XMP

3 minute read

Does RAM frequency matter? I have seen many times this question on different forums. Because I have a RAM which might be overclocked I will try answer on this question. By default BIOS has disabled Extreme Memory Profile (XMP) and it means that RAM frequency is 2133 MHz. You can check your current set up in this way:

$ sudo dmidecode --type 17 | grep -E '(Speed|Rank)'
Speed: 2134 MHz
Rank: 2
Configured Clock Speed: 1067 MHz
Speed: 2134 MHz
Rank: 1
Configured Clock Speed: 1067 MHz
Speed: 2134 MHz
Rank: 2
Configured Clock Speed: 1067 MHz
Speed: 2134 MHz
Rank: 1
Configured Clock Speed: 1067 MHz

Because I’m a programmer for me memory is like an array. One of the most common action executed on it is copying data – in this case C/C++ developers use mostly memcpy(). To resolve mystery we need only make measurements of copying data before and after change of RAM frequency. Fortunately we have command line tool mbw (Memory BandWidth benchmark), it should be available on your Linux distribution. Mbw allows us gather results easily:

$ mbw -n 100 -t0 4096
Long uses 8 bytes. Allocating 2*536870912 elements = 8589934592 bytes of memory.
Getting down to business... Doing 100 runs per test.
0	Method: MEMCPY	Elapsed: 0.68755	MiB: 4096.00000	Copy: 5957.394 MiB/s
1	Method: MEMCPY	Elapsed: 0.69150	MiB: 4096.00000	Copy: 5923.372 MiB/s
2	Method: MEMCPY	Elapsed: 0.69368	MiB: 4096.00000	Copy: 5904.782 MiB/s
...
98	Method: MEMCPY	Elapsed: 0.69471	MiB: 4096.00000	Copy: 5896.002 MiB/s
99	Method: MEMCPY	Elapsed: 0.69302	MiB: 4096.00000	Copy: 5910.406 MiB/s
AVG	Method: MEMCPY	Elapsed: 0.69311	MiB: 4096.00000	Copy: 5909.561 MiB/s

On default configuration average value of copying data took 5909 MB/s. (BTW, I don’t like unit MiB). Let’s find out how it looks like after change. I enabled in BIOS XMP option and I’ve chosen frequency 2800.

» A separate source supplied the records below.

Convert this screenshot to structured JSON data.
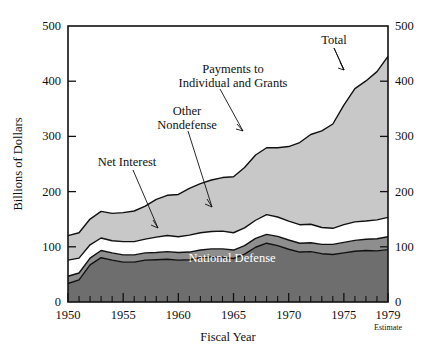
{
  "chart_data": {
    "type": "area",
    "subtype": "stacked-area",
    "title": "",
    "xlabel": "Fiscal Year",
    "ylabel": "Billions of Dollars",
    "xlim": [
      1950,
      1979
    ],
    "ylim": [
      0,
      500
    ],
    "y_ticks": [
      0,
      100,
      200,
      300,
      400,
      500
    ],
    "y_tick_labels": [
      "0",
      "100",
      "200",
      "300",
      "400",
      "500"
    ],
    "y_axis_right": true,
    "y_ticks_right": [
      0,
      100,
      200,
      300,
      400,
      500
    ],
    "y_tick_labels_right": [
      "0",
      "100",
      "200",
      "300",
      "400",
      "500"
    ],
    "x_ticks": [
      1950,
      1955,
      1960,
      1965,
      1970,
      1975,
      1979
    ],
    "x_tick_labels": [
      "1950",
      "1955",
      "1960",
      "1965",
      "1970",
      "1975",
      "1979"
    ],
    "x_minor_ticks_every": 1,
    "grid": false,
    "legend": "inline-annotations",
    "x": [
      1950,
      1951,
      1952,
      1953,
      1954,
      1955,
      1956,
      1957,
      1958,
      1959,
      1960,
      1961,
      1962,
      1963,
      1964,
      1965,
      1966,
      1967,
      1968,
      1969,
      1970,
      1971,
      1972,
      1973,
      1974,
      1975,
      1976,
      1977,
      1978,
      1979
    ],
    "series": [
      {
        "name": "National Defense",
        "color": "#6e6e6e",
        "values": [
          46,
          55,
          92,
          110,
          104,
          99,
          99,
          104,
          105,
          106,
          104,
          105,
          110,
          112,
          111,
          108,
          119,
          136,
          146,
          140,
          131,
          124,
          125,
          120,
          118,
          122,
          126,
          128,
          127,
          130
        ]
      },
      {
        "name": "Net Interest",
        "color": "#8e8e8e",
        "values": [
          18,
          17,
          17,
          18,
          18,
          18,
          18,
          18,
          18,
          19,
          19,
          19,
          19,
          20,
          21,
          21,
          21,
          22,
          22,
          23,
          23,
          22,
          22,
          23,
          25,
          26,
          27,
          28,
          30,
          32
        ]
      },
      {
        "name": "Other Nondefense",
        "color": "#ffffff",
        "values": [
          40,
          37,
          33,
          31,
          30,
          33,
          33,
          34,
          38,
          40,
          39,
          42,
          43,
          43,
          44,
          43,
          44,
          45,
          49,
          48,
          47,
          46,
          46,
          42,
          40,
          44,
          46,
          45,
          47,
          48
        ]
      },
      {
        "name": "Payments to Individual and Grants",
        "color": "#c8c8c8",
        "values": [
          61,
          63,
          64,
          66,
          68,
          72,
          76,
          82,
          94,
          100,
          105,
          116,
          122,
          128,
          133,
          139,
          150,
          162,
          166,
          172,
          185,
          204,
          223,
          240,
          259,
          297,
          331,
          348,
          368,
          400
        ]
      }
    ],
    "total": {
      "name": "Total",
      "values": [
        165,
        172,
        206,
        225,
        220,
        222,
        226,
        238,
        255,
        265,
        267,
        282,
        294,
        303,
        309,
        311,
        334,
        365,
        383,
        383,
        386,
        396,
        416,
        425,
        442,
        489,
        530,
        549,
        572,
        610
      ]
    },
    "annotations": [
      {
        "id": "total",
        "label": "Total",
        "x_pct": 76.5,
        "y_pct": 12.0
      },
      {
        "id": "payments",
        "label_line1": "Payments to",
        "label_line2": "Individual and Grants",
        "x_pct": 53.0,
        "y_pct": 22.0
      },
      {
        "id": "other-nondefense",
        "label_line1": "Other",
        "label_line2": "Nondefense",
        "x_pct": 43.0,
        "y_pct": 33.0
      },
      {
        "id": "net-interest",
        "label": "Net Interest",
        "x_pct": 30.0,
        "y_pct": 47.0
      },
      {
        "id": "national-defense",
        "label": "National Defense",
        "x_pct": 55.0,
        "y_pct": 74.0
      }
    ],
    "footnote": "Estimate"
  },
  "axes": {
    "y_label": "Billions of Dollars",
    "x_label": "Fiscal Year",
    "y_ticks": [
      "500",
      "400",
      "300",
      "200",
      "100",
      "0"
    ],
    "y_ticks_right": [
      "500",
      "400",
      "300",
      "200",
      "100",
      "0"
    ],
    "x_ticks": [
      "1950",
      "1955",
      "1960",
      "1965",
      "1970",
      "1975",
      "1979"
    ],
    "estimate_note": "Estimate"
  },
  "labels": {
    "total": "Total",
    "payments_line1": "Payments to",
    "payments_line2": "Individual and Grants",
    "other_line1": "Other",
    "other_line2": "Nondefense",
    "net_interest": "Net Interest",
    "national_defense": "National Defense"
  },
  "colors": {
    "national_defense": "#6e6e6e",
    "net_interest": "#8e8e8e",
    "other_nondefense": "#ffffff",
    "payments": "#c8c8c8",
    "outline": "#111111",
    "background": "#ffffff"
  }
}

System recognised and confirmed change:

$ sudo dmidecode --type 17 | grep -E '(Speed|Rank)'
Speed: 2800 MHz
Rank: 2
Configured Clock Speed: 1400 MHz
Speed: 2800 MHz
Rank: 1
Configured Clock Speed: 1400 MHz
Speed: 2800 MHz
Rank: 2
Configured Clock Speed: 1400 MHz
Speed: 2800 MHz
Rank: 1
Configured Clock Speed: 1400 MHz

And again I made the same test:

$ mbw -n 100 -t0 4096
Long uses 8 bytes. Allocating 2*536870912 elements = 8589934592 bytes of memory.
Getting down to business... Doing 100 runs per test.
0	Method: MEMCPY	Elapsed: 0.60536	MiB: 4096.00000	Copy: 6766.255 MiB/s
1	Method: MEMCPY	Elapsed: 0.60810	MiB: 4096.00000	Copy: 6735.701 MiB/s
2	Method: MEMCPY	Elapsed: 0.60853	MiB: 4096.00000	Copy: 6730.930 MiB/s
...
98	Method: MEMCPY	Elapsed: 0.60794	MiB: 4096.00000	Copy: 6737.540 MiB/s
99	Method: MEMCPY	Elapsed: 0.60724	MiB: 4096.00000	Copy: 6745.263 MiB/s
AVG	Method: MEMCPY	Elapsed: 0.60777	MiB: 4096.00000	Copy: 6739.396 MiB/s

According to data, after change frequency, function memcpy() is able copy ~800MB more in the same time. The time has come to answer on questions. Is it better result? Obvious – yes. Do I feel that desktop work faster? Truly – no. First, machine contains many units: CPU, GPU, RAM, disks and other. They cooperate together. If any of them is bottleneck then boosting the weakest link always have sense. Does RAM might be bottleneck? Answer is – as always – it depends. If you don’t have a lot memory and your desktop is swapping memory, overclocking RAM doesn’t help. Even if you have the fastest RAM but you read data from slow disk then memory is filled slowly. You can see gain of change only when you work with huge amount of data, stored in memory, otherwise it’s only a feature which nice to have.